I’m a little slow on movies. I live in New Jersey, where good indie films fear to tread, and Hollywood blockbusters go to plunder and pillage. Besides that, my personal financial cup had not exactly been runneth-ing over, so getting to the theatre has become something of a rarity. Saying all of that, I just saw Black Snake Moan. I know, I know, even the controversy around that film has cobwebs now. But I saw it on Bluray! That makes it Hip and Now, right?

The plot revolves around Lazarus, an ageing blues man, with a bad case of (yup, you guessed it) the blues after his wife leaves him for his younger brother, and Rae, an emotionally-scarred, white trash nymphomaniac who can’t keep her hands to herself after her anxiety-riddled boyfriend leaves for the army. When Lazarus discovers Rae in front of his house, beaten up and left for dead in not much more than her panties, he nurses her back to health.
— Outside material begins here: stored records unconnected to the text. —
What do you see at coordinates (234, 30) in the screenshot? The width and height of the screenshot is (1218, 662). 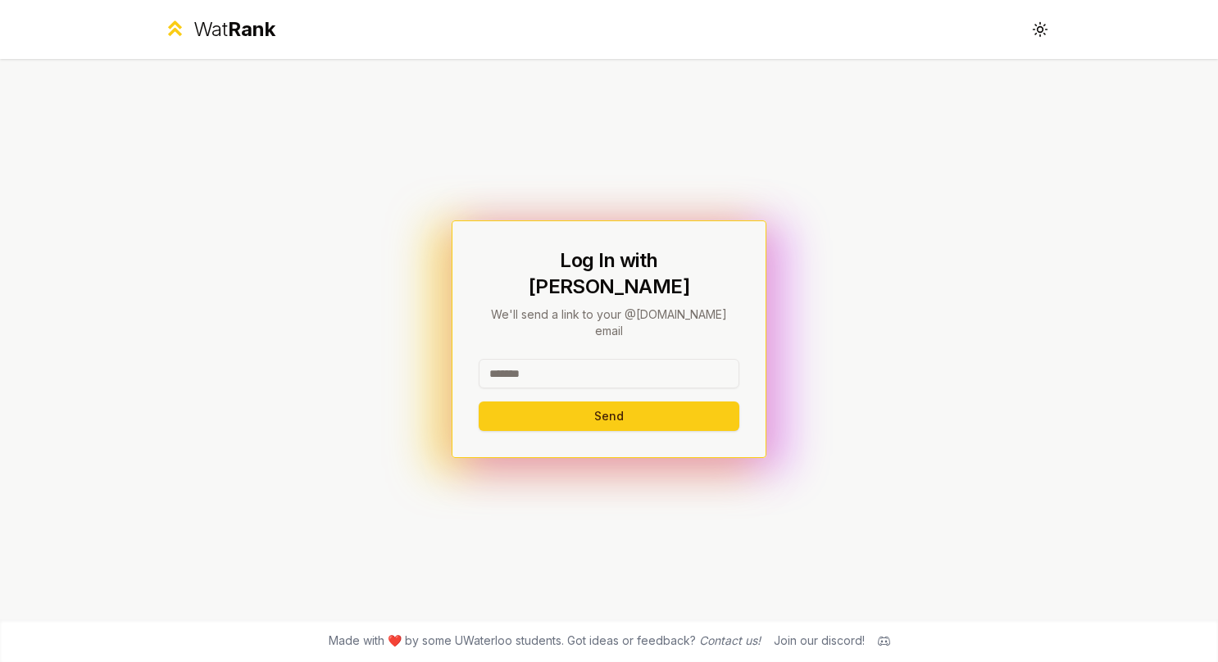 I see `div: Wat` at bounding box center [234, 30].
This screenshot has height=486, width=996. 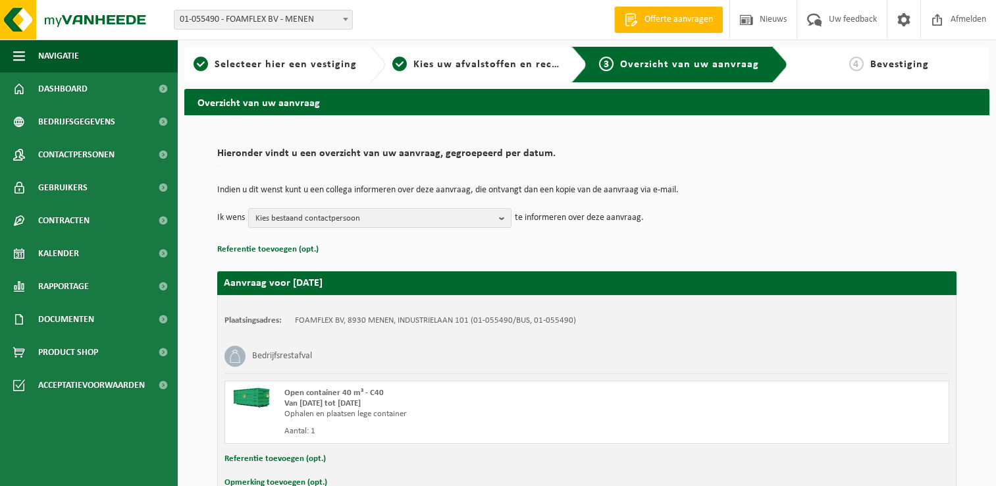 What do you see at coordinates (64, 221) in the screenshot?
I see `span: Contracten` at bounding box center [64, 221].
Oh, and for good measure he chains her to his radiator and attempts to cure her of her frisky demons through gospel and the blues.

It was good. It should have been very good, but in my humble opinion Craig Brewer (the writer/director) got ensnared in a quagmire late in the second act that left me feeling kinda…bored. A word that shouldn’t even come close to a film that involves Sam Jackson rocking the delta blues and a mostly-naked Christina Ricci in heat. But there were a lot of powerful moments, some great filmmaking, stellar performances and a fantastic soundtrack that stuck in my head long after the credits rolled. Oh yeah, and for the ladies, Justin Timberlake. Gotta love JT.
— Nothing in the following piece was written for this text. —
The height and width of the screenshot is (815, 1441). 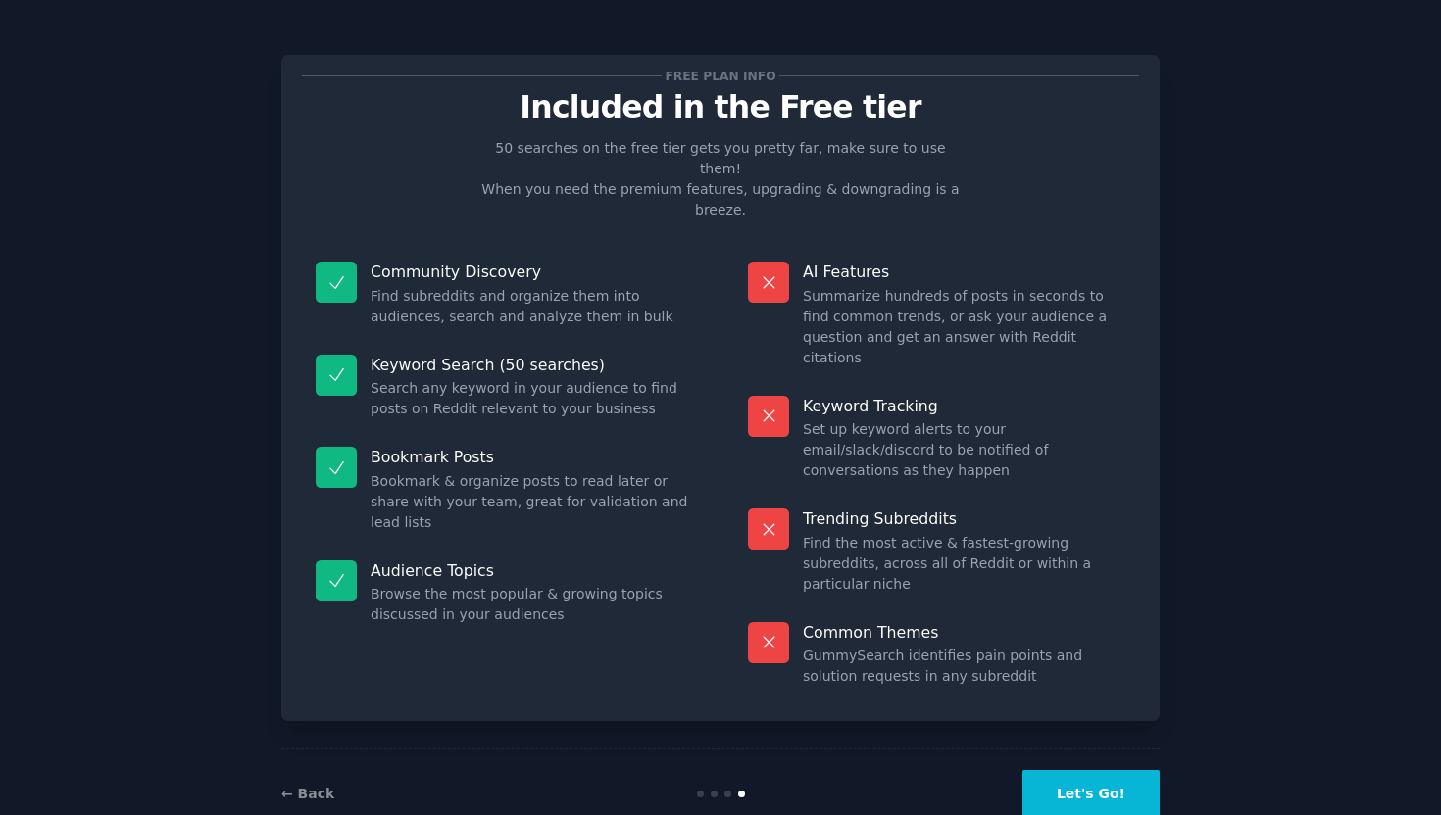 I want to click on p: Common Themes, so click(x=963, y=632).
After watching the film, I immediately put on the ‘Making Of’ documentary. The project seemed to me like it must’ve been a blast to work on. Crazy locations, intense scene-work, quality actors, and enough dough to do it all justice. But the doc didn’t do much more than nod at any of that stuff. The majority of the piece focused on how difficult the film was to get made, and how broke Brewer was at every step of the way. And in a surprising show of candor and honesty, he let the viewing audience in on a bus-load of his own baggage, and how it ended up informing the film.
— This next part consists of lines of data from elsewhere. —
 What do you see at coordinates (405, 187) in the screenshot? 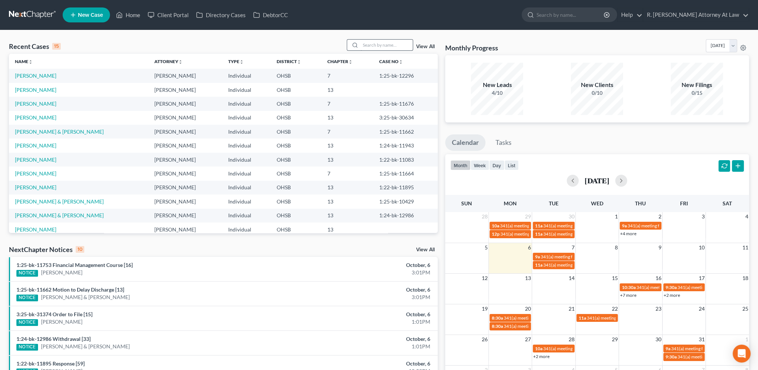
I see `td: 1:22-bk-11895` at bounding box center [405, 187].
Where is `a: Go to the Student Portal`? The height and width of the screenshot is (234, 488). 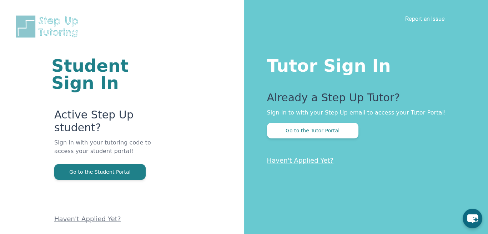
a: Go to the Student Portal is located at coordinates (100, 172).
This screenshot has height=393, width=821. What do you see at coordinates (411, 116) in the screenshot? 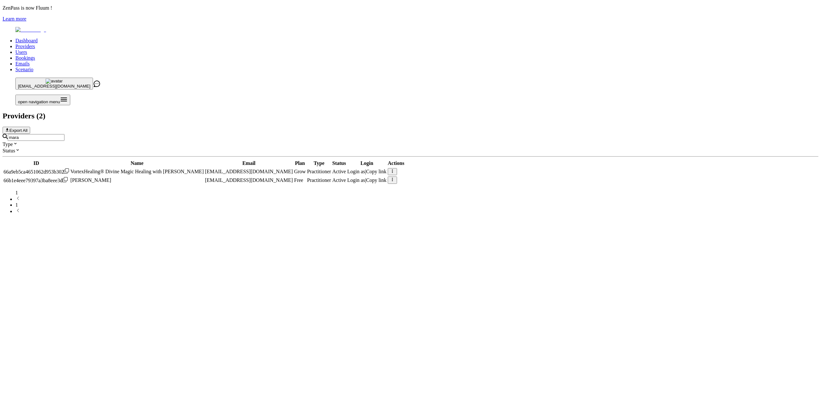
I see `h2: Providers ( 2 )` at bounding box center [411, 116].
Afterwards, it was this doc that ended up haunting my thoughts more than the movie did! I’m sort of torn about that. I know, it’s my fault for watching the thing in the first place. There was no ‘Making of’ piece after you watched The Godfather. But my passion as one who makes these things won over, and now I’m irked.
On one hand, the trials and tribulations of the process make a great story, and it was refreshing to see a mainstream artist in such a state of honesty and self-expression. And hearing about a fellow filmmaker overcoming difficulties, sticking to his creative guns and finding success is inspiring. On the other hand, it’s a bit hard to feel bad for a guy who’s second feature was the Oscar-nominated Hustle and Flow . But that’s just my own emotional baggage. The truth is, I’m just sick of hearing filmmakers talk about how hard it is.
The more you say something, the more it becomes Truth. It’s a basic law of the universe. As a quantum physicist, or a Buddhist monk. After all that’s how wars get rationalized into existence. No one actually wants to kill a whole bunch of people they’ve never met and have no personal animosity towards. But if enough people declare it necessary, over and over again, in multiple formats, with satellite coverage, after awhile people believe. It becomes reality. And it spreads.
Personally, I’m interested in cutting through the drama. Well, as much as drama on a film can be cut. Which might only be a teensy bit. But hey, I’d rather live in a world where making the films you want to make is easy. Even if that world only exists in my mind. So as much as I appreciate the director’s honesty, the story he told about Christina Ricci picking out the gauge of steel chain she would wear around her waist for three quarters of the movie was profoundly more interesting. And not just for the visuals. Because that’s really what filmmaking is about. Collaboration. Quirky decision-making. Creative expression great and small. And sheer, unadulterated joy.
So no more whining, okay? Let’s all just make our movies. And just once, let’s say it’ll be easy. Who knows? We might be pleasantly surprised.